Jan 21, 2022 at 08:35 pm by pj


By CHRISTIAN SMITH

Three Weeks of Stabilization

     Ms. Doe was a patient I encountered on my first day of my inpatient psychiatry rotation. The night before she had called 911 from her home because she began feeling scared and was having frightening visual hallucinations. See, Ms. Doe was a 65-year-old schizophrenic who had been living with the disease for over 40 years. While she didn’t always understand the nature of her disease, she did know when something was wrong and was able to understand when she needed care. The first time I walked into the room to greet her, I was immediately struck by her nature. She was well kept, with little reading glasses stashed next to her thoroughly bookmarked and highlighted bible by her bed. Even in the impersonal white walls of the inpatient unit she made the room feel like her little library. I started by introducing myself, I don’t know if it was my demeanor or my white coat but initially, she didn’t want to respond to me at all. Eventually after a minute or two of getting little to no response I prepared to exit the room. I said “ok Ms. Doe, I’ll be back to check on you later with the Doctor and maybe we can talk then. I was just leaving the room and she said “wait” and when I turned around, she was sitting up and smiling, ready to talk. I conducted a normal exam including a mental status. In it she didn’t have yet the insight to tell me her past diagnosis, but she was able to tell me in detail about the things she was seeing in the room and the thoughts she couldn’t shake. I asked her how she was feeling and she said “scared.” I eventually finished and left her room with a masked smile and a goodbye.

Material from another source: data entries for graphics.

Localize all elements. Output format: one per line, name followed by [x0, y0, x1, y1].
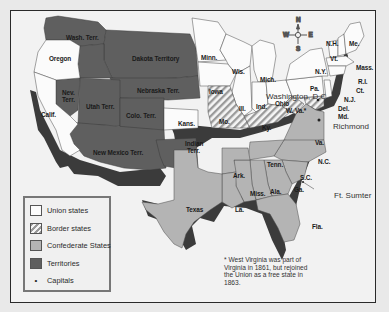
label-ri: R.I.	[358, 78, 368, 85]
label-la: La.	[235, 206, 244, 213]
label-washington-dc: Washington, D.C.	[266, 92, 328, 101]
label-wash-terr: Wash. Terr.	[66, 34, 99, 41]
label-dakota-territory: Dakota Territory	[132, 55, 180, 63]
label-indian-terr-1: Indian	[185, 140, 203, 147]
label-ohio: Ohio	[275, 100, 289, 107]
label-ala: Ala.	[270, 188, 282, 195]
region-maine	[344, 22, 364, 54]
legend-label-confederate: Confederate States	[47, 241, 111, 250]
legend-label-territories: Territories	[47, 259, 79, 268]
capital-dot-icon: •	[30, 276, 42, 285]
label-md: Md.	[338, 113, 349, 120]
legend-label-border: Border states	[47, 224, 91, 233]
label-nj: N.J.	[344, 96, 356, 103]
label-calif: Calif.	[41, 111, 56, 118]
label-ind: Ind.	[256, 103, 267, 110]
label-richmond: Richmond	[333, 122, 369, 131]
ft-sumter-pointer	[303, 182, 314, 189]
label-w-va: W. Va.*	[286, 107, 307, 114]
legend-item-border: Border states	[30, 220, 104, 238]
label-nh: N.H.	[326, 40, 339, 47]
label-sc: S.C.	[300, 174, 312, 181]
label-indian-terr-2: Terr.	[187, 147, 200, 154]
union-swatch-icon	[30, 205, 42, 216]
label-miss: Miss.	[250, 190, 266, 197]
compass-n: N	[296, 16, 301, 23]
label-wis: Wis.	[232, 68, 245, 75]
label-ct: Ct.	[356, 87, 365, 94]
confederate-swatch-icon	[30, 240, 42, 251]
label-vt: Vt.	[330, 55, 338, 62]
label-utah-terr: Utah Terr.	[86, 103, 115, 110]
compass-w: W	[283, 31, 290, 38]
label-nev-terr-2: Terr.	[62, 96, 75, 103]
label-ark: Ark.	[233, 172, 245, 179]
label-me: Me.	[349, 40, 360, 47]
label-fla: Fla.	[312, 223, 323, 230]
label-nev-terr-1: Nev.	[62, 89, 75, 96]
label-iowa: Iowa	[209, 88, 223, 95]
border-swatch-icon	[30, 223, 42, 234]
label-texas: Texas	[186, 206, 204, 213]
label-colo-terr: Colo. Terr.	[126, 112, 156, 119]
footnote-west-virginia: * West Virginia was part of Virginia in …	[224, 256, 314, 286]
map-legend: Union states Border states Confederate S…	[23, 196, 111, 292]
label-nc: N.C.	[318, 158, 331, 165]
region-new-york	[286, 48, 328, 80]
label-ga: Ga.	[294, 186, 304, 193]
ft-sumter-icon	[302, 181, 304, 183]
label-tenn: Tenn.	[267, 161, 283, 168]
legend-item-capitals: • Capitals	[30, 272, 104, 290]
compass-s: S	[296, 45, 301, 52]
capital-richmond-icon	[318, 119, 321, 122]
label-ny: N.Y.	[315, 68, 327, 75]
legend-item-union: Union states	[30, 202, 104, 220]
region-utah-territory	[78, 78, 120, 126]
label-oregon: Oregon	[49, 55, 71, 63]
legend-item-territories: Territories	[30, 255, 104, 273]
legend-item-confederate: Confederate States	[30, 237, 104, 255]
label-mass: Mass.	[356, 64, 374, 71]
label-ill: Ill.	[239, 105, 246, 112]
legend-label-capitals: Capitals	[47, 276, 74, 285]
label-mich: Mich.	[260, 76, 276, 83]
label-del: Del.	[338, 105, 350, 112]
territory-swatch-icon	[30, 258, 42, 269]
label-kans: Kans.	[178, 120, 195, 127]
label-va: Va.	[315, 139, 324, 146]
label-ky: Ky.	[262, 124, 271, 132]
compass-rose: N S E W	[283, 16, 314, 52]
label-nebraska-terr: Nebraska Terr.	[137, 87, 180, 94]
label-ft-sumter: Ft. Sumter	[334, 191, 372, 200]
label-minn: Minn.	[201, 54, 218, 61]
label-new-mexico-terr: New Mexico Terr.	[93, 149, 143, 156]
compass-e: E	[309, 31, 314, 38]
legend-label-union: Union states	[47, 206, 88, 215]
label-pa: Pa.	[310, 85, 320, 92]
label-mo: Mo.	[219, 118, 230, 125]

      Later that day, I wrote my note and then presented the case to my preceptor. He listened and offered his feedback, but at the end he said something no preceptor to this point had said to me before. He asked me “Tell me about who Ms. Doe is”. I fumbled a reply, I really didn’t know much. I mentioned the bible by her bed and some assortment of facts I had gotten from my history from her. When I finished, he told me I had a new assignment, he asked that tomorrow, when I rounded on my patients that I sit with Ms. Doe for at least a half hour, and instead of asking her about all the scary sensory input that her diagnosis was giving her that I ask her as a person. Not a patient with disease and symptoms but a person with hobbies and interests, love and grief, joy and stressors.

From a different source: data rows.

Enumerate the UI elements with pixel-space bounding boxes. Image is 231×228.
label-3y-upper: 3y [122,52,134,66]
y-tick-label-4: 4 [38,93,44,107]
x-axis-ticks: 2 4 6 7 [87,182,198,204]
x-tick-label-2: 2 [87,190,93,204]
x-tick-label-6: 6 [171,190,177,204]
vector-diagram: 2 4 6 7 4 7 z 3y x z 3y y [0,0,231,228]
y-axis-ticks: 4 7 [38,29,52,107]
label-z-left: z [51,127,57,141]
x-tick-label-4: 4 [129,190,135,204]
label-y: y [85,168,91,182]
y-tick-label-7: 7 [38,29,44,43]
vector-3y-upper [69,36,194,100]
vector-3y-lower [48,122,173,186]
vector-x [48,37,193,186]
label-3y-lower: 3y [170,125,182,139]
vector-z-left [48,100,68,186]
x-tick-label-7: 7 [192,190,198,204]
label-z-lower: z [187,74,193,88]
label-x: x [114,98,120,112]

      The next morning, I came in a bit earlier, I saw all my other patients first in order to make extra time. When I arrived to her room I saw a slight change from who I met one day earlier. There was less organization and more fear. Ms. Doe was laying in bed with the blanket pulled fully over her eyes. I slowly approached and ended with my usual third year medical student introduction with a timid “Remember me Ms. Doe.” I had to talk to her a bit before she would respond to me. I told her that it was only me and her there, that she was safe, nobody was listening, and that I just wanted to see how she was doing. After a moment of silence, she eventually brought down the blanket from her eyes and let the fear go. I felt her sadness about her conditions and the petrifying force that her delusions had placed upon her. I made it my goal to give her a friend in the cold pale place she was forced to be. This time I didn’t start with a mental status exam or a review of symptoms. I asked her about her interests. Ms. Doe told me about a lot. Her faith, and her weekly Sunday trips to church as well as weekly bible study classes. Her siblings and mother, who lived nearby and would visit once to twice a week to have dinner and catch up. We spoke about growing up in the area, what her childhood was like and her adult life.

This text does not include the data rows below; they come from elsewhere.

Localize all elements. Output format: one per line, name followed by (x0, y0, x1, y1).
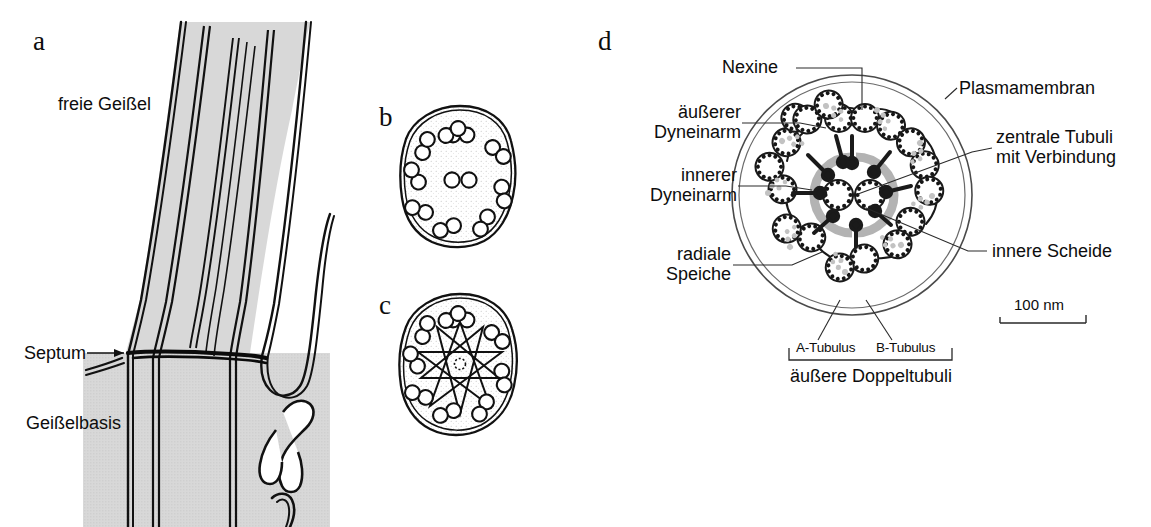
scale-bar (1000, 315, 1086, 323)
label-a-tubulus: A-Tubulus (796, 340, 855, 355)
label-b-tubulus: B-Tubulus (876, 340, 935, 355)
septum-arrow (87, 349, 124, 357)
panel-b-central-pair (444, 172, 476, 187)
label-septum: Septum (24, 343, 86, 363)
radial-spokes (793, 136, 911, 247)
label-free-flagellum: freie Geißel (58, 94, 151, 114)
panel-d-leader-lines (733, 68, 992, 340)
label-scale-bar: 100 nm (1014, 297, 1064, 314)
label-radial-spoke: radiale Speiche (601, 244, 731, 284)
outer-doublets (750, 85, 945, 285)
panel-letter-a: a (33, 28, 45, 55)
panel-letter-d: d (598, 28, 612, 55)
panel-letter-b: b (379, 104, 393, 131)
label-outer-doublets: äußere Doppeltubuli (741, 366, 1001, 386)
panel-letter-c: c (379, 292, 391, 319)
panel-c-drawing (399, 294, 516, 435)
label-inner-dynein-arm: innerer Dyneinarm (601, 165, 737, 205)
panel-c-spoke-star (418, 322, 502, 414)
inner-sheath (814, 157, 894, 233)
plasma-membrane-inner (739, 82, 965, 308)
label-outer-dynein-arm: äußerer Dyneinarm (601, 102, 741, 142)
figure-root: a b c d freie Geißel Septum Geißelbasis … (0, 0, 1151, 527)
panel-b-drawing (400, 106, 515, 247)
plasma-membrane-outer (732, 75, 972, 315)
nexin-links (786, 108, 937, 262)
dynein-arms (765, 99, 935, 275)
panel-d-drawing (732, 68, 1086, 360)
label-central-tubuli: zentrale Tubuli mit Verbindung (996, 127, 1116, 167)
label-nexine: Nexine (722, 57, 778, 77)
central-tubuli (823, 180, 885, 210)
label-plasma-membrane: Plasmamembran (959, 78, 1095, 98)
label-inner-sheath: innere Scheide (992, 241, 1112, 261)
label-flagellum-base: Geißelbasis (26, 413, 121, 433)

      The more I learned about her, all of her complexities, what made her tick and what ticked her off, I was beginning to find out something that a hard education with textbooks full of pathology had taken away from me. Labels had become part of my vernacular. Patients were becoming diabetics and schizophrenics instead of members of my community. As we concluded our conversation and I finished with the rest of my examination I thanked her for the conversation and she thanked me. She had taught me a lot.

      When I wrote my note and returned to my preceptor, he was excited to hear my full report. He didn’t even ask about her condition because he wanted to know if I had learned any lesson from my morning. I had. When I finished, he talked to me about how common her situation is in the inpatient setting and how traumatic the psychiatric floor is. He implored me to look for patients in similar emotional distress and described what I did as “supportive psychotherapy”. That time I spend with her probably won’t shorten her hospital stay. It will not make her hallucinations fade or her delusions dwindle. It simply is just the right thing to do. It’s what a 16-year-old bright eyed me would have wanted when I first chose to follow the path to becoming a physician.

      For the next three weeks I saw her every morning on my rounds. She overcame a lot in that time. She withstood extrapyramidal symptoms and catatonia that were terrible to watch, and a myriad of attempted therapeutic interventions. Her struggles made it painful to be empathetic at times, but it was an honor to try to be there with her through them. By the end of her stay it was no longer like rounding on a patient but checking in on an old friend. When we discharged her, I was ecstatic. We could return Ms. Doe to her real life, with bible study and visits from her family and complete independence that she had lost for a short time. I learned my lesson: medicine is about giving people everything we can for them to live their life because their life isn’t defined by white walls, white lighting, and white coats.